The kotlin.srcDir line adds the KSP output directory to your common source set so the IDE and all platform compilations can see the generated mappers. The dependsOn block ensures kspCommonMainKotlinMetadata runs before any Kotlin compilation task, so generated code is always up to date.

Your First Mapper

Define two data classes and a mapping config object:

import com.blu3berry.kraft.config.MapConfig

data class User(val name: String, val age: Int)
data class UserDto(val name: String, val age: Int)

@MapConfig(source = User::class, target = UserDto::class)
object UserMapper

Kraft generates an extension function on the source class:

// Generated by Kraft
fun User.toUserDto(): UserDto = UserDto(
    name = this.name,
    age = this.age,
)

You can then call it anywhere in your code:

val user = User(name = "Alice", age = 30)
val dto: UserDto = user.toUserDto()

Properties are matched by name. If the source and target have a property with the same name and the same type, it is mapped automatically -- no additional configuration needed.

Verifying Generated Code

Generated code appears in your build output directory:

  • JVM projects: build/generated/ksp/main/kotlin/
  • Kotlin Multiplatform: build/generated/ksp/metadata/commonMain/kotlin/

After building your project (./gradlew build or ./gradlew kspKotlin), you can inspect the generated files there. Your IDE should also index them automatically, making the generated extension functions available for autocompletion.

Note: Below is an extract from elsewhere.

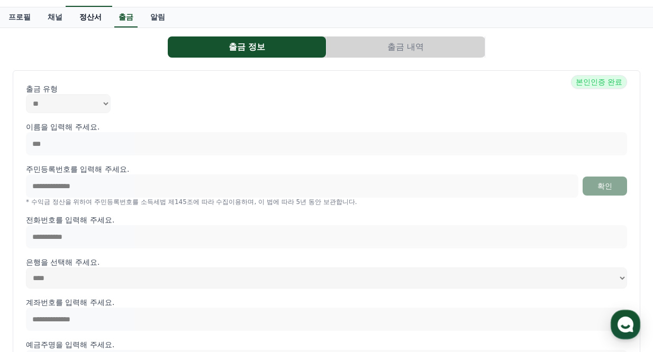 The image size is (653, 352). What do you see at coordinates (55, 17) in the screenshot?
I see `a: 채널` at bounding box center [55, 17].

Three Ways to Declare Mappings

Kraft provides three annotation styles depending on where you want to place the mapping declaration:

Annotation Placed on Declares
@MapConfig(source = ..., target = ...) Standalone object External config, neither class is annotated
@MapFrom(Source::class) Target class "I am built from Source"
@MapTo(Target::class) Source class "I can be converted to Target"

All three generate the same extension function: fun Source.toTarget(): Target. Choose whichever fits your codebase conventions. The rest of this guide uses @MapConfig for most examples, but the concepts apply equally to @MapFrom and @MapTo.